Format: Article in Journal/Newspaper
Language:English
Published: Wiley 2014
Subjects:
Online Access:http://dx.doi.org/10.1007/s10464-014-9647-1
https://api.wiley.com/onlinelibrary/tdm/v1/articles/10.1007%2Fs10464-014-9647-1
https://onlinelibrary.wiley.com/doi/pdf/10.1007/s10464-014-9647-1
Description
Summary:Abstract The consequences of alcohol use disorder (AUD) and suicide create immense health disparities among Alaska Native people. The People Awakening project is a long‐term collaboration between Alaska Native (AN) communities and university researchers seeking to foster health equity through development of positive solutions to these disparities. These efforts initiated a research relationship that identified individual, family, and community protective factors from AUD and suicide. AN co‐researchers next expressed interest in translating these findings into intervention. This led to development of a strengths‐based community intervention that is the focus of the special issue. The intervention builds these protective factors to prevent AUD and suicide risk within AN youth, and their families and communities. This review provides a critical examination of existing literature and a brief history of work leading to the intervention research.
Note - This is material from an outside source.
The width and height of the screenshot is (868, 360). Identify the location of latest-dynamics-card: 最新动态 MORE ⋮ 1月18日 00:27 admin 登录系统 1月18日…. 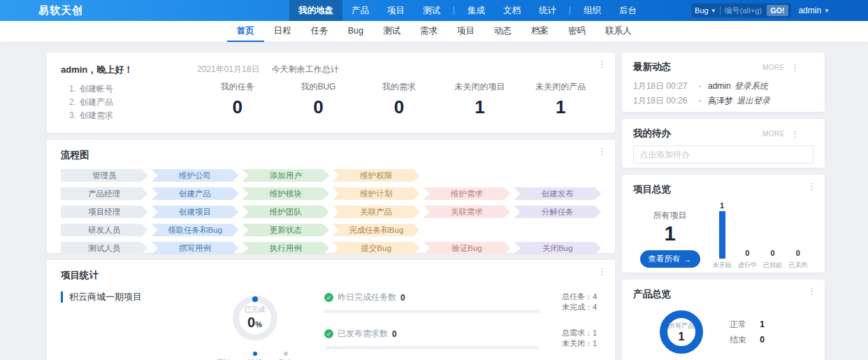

These work efforts portray a shared commitment of university researchers and community members to function as co‐researchers, and to conduct research in accord with local Yup'ik cultural values. This imperative allowed the team to navigate several tensions we locate in a convergence of historical and contemporary ecological contextual factors inherent in AN tribal communities with countervailing constraints imposed by Western science.